• [TASK]: Return the lines below exactly, please, from the one containing "reading: 76.2 (no unit)" through the last one, both included, and leave out any pictures.

• [MATERIAL SUPPLIED]:
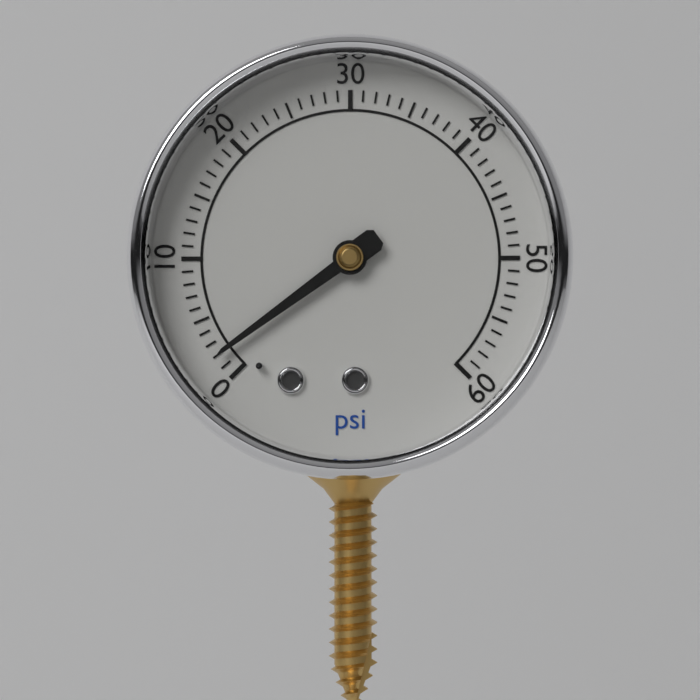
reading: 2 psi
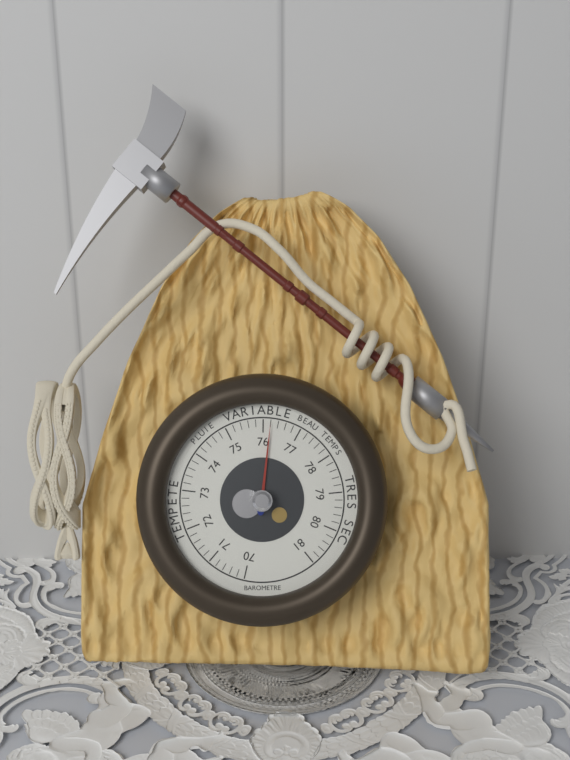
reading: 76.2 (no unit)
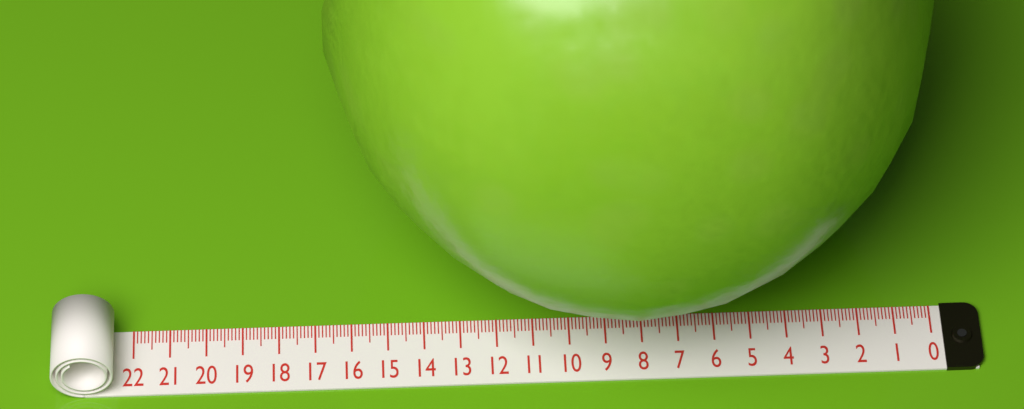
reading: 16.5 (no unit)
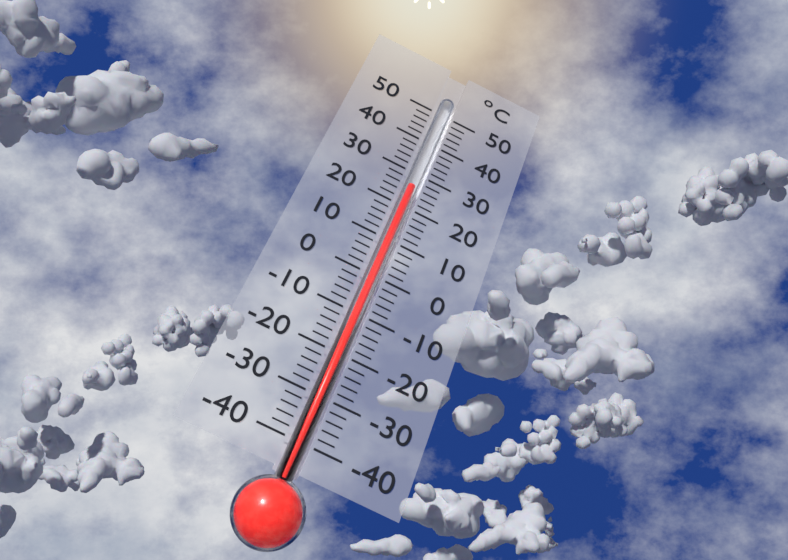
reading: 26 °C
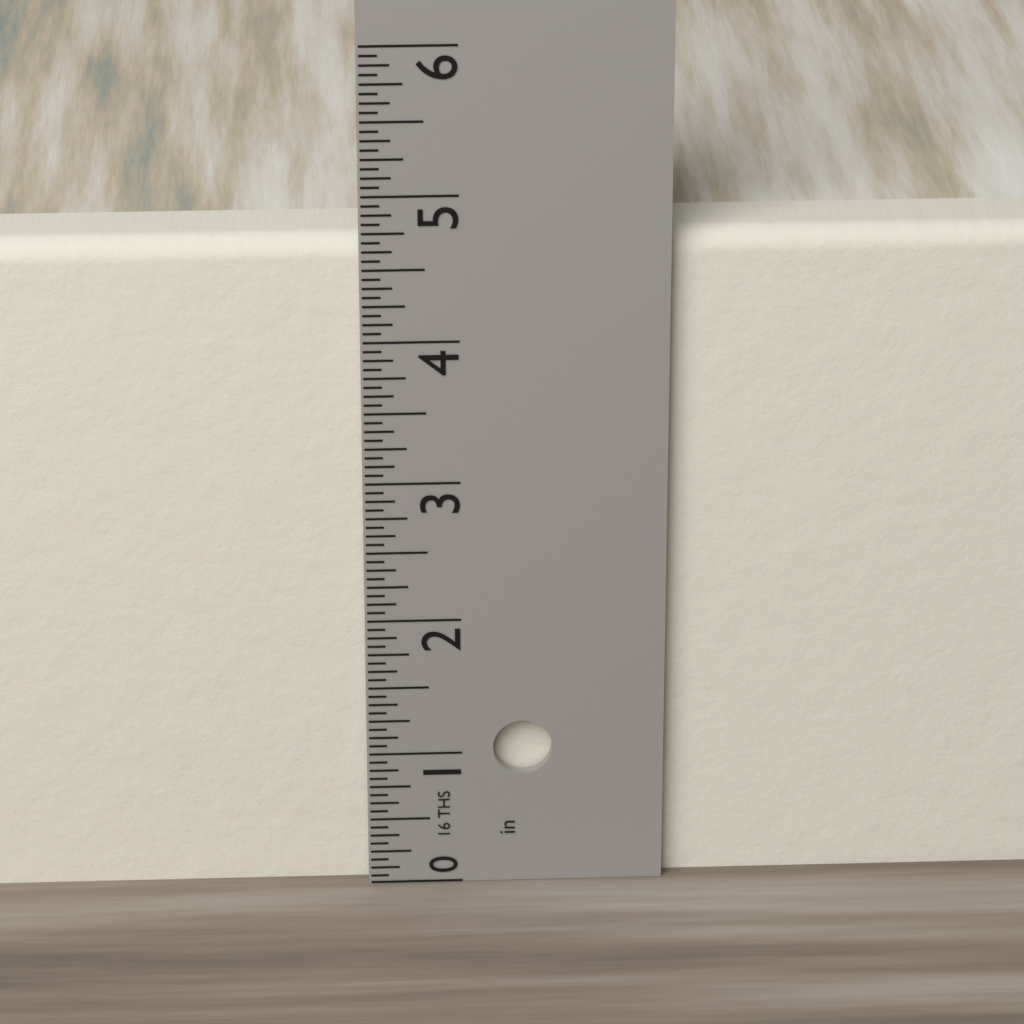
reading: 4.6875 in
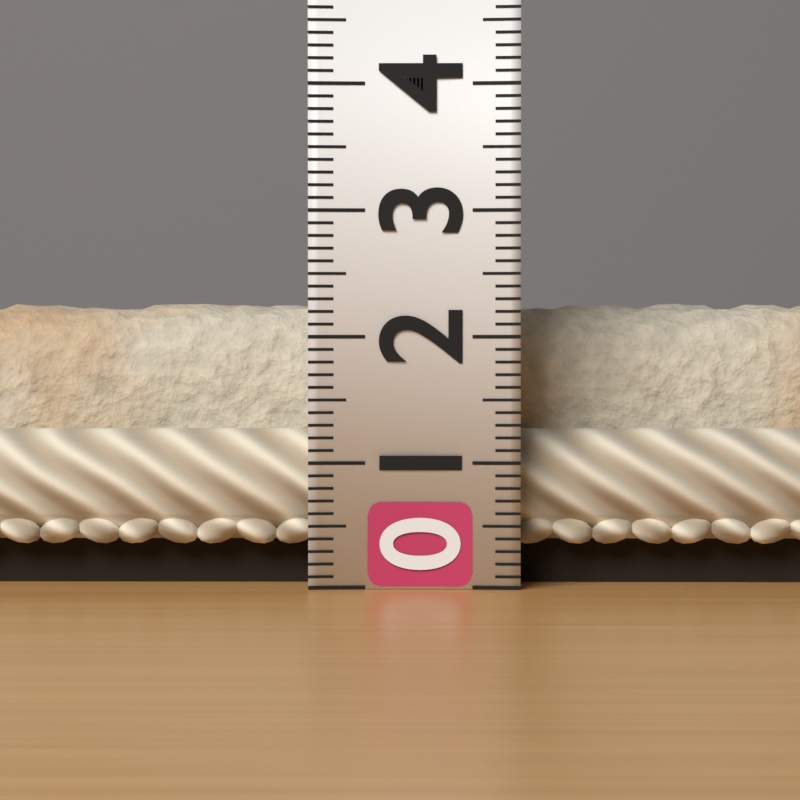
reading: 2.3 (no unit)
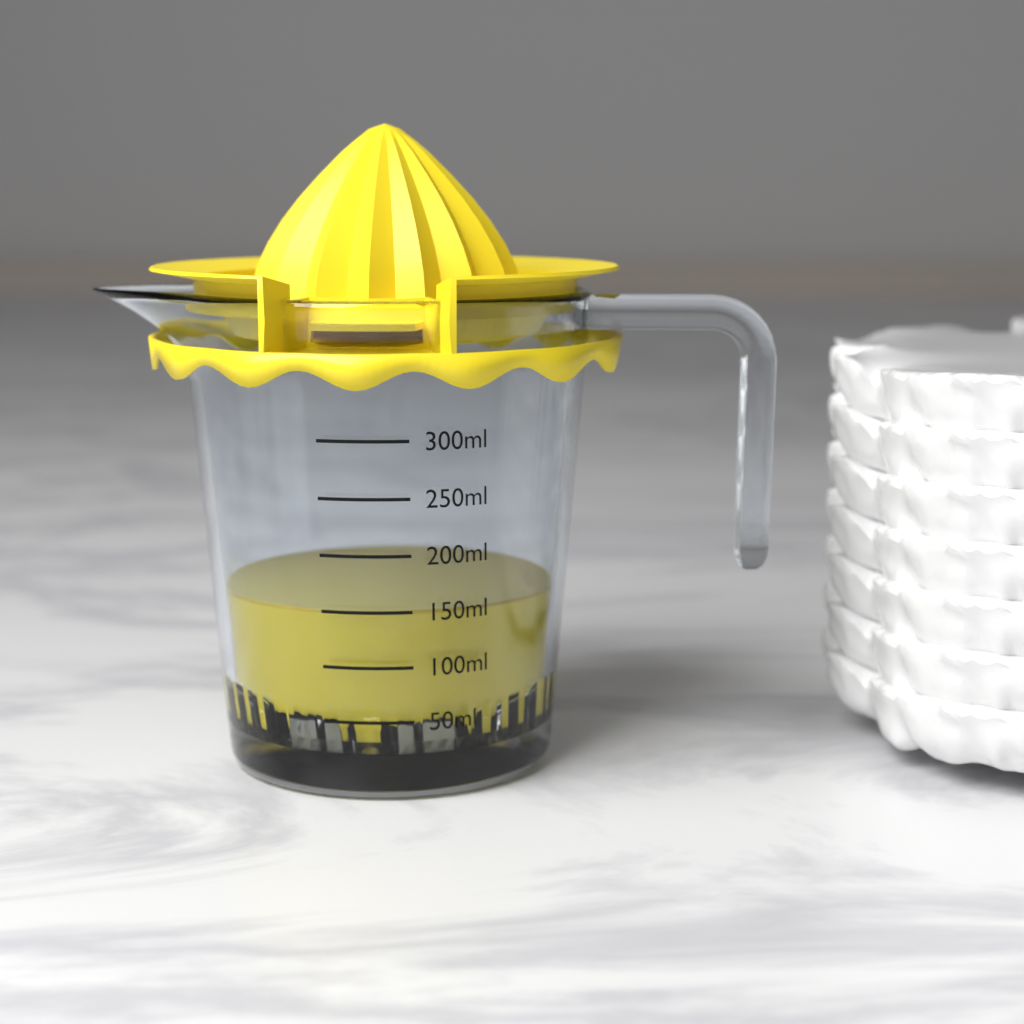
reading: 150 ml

• [RESPONSE BELOW]:
reading: 76.2 (no unit)
reading: 16.5 (no unit)
reading: 26 °C
reading: 4.6875 in
reading: 2.3 (no unit)
reading: 150 ml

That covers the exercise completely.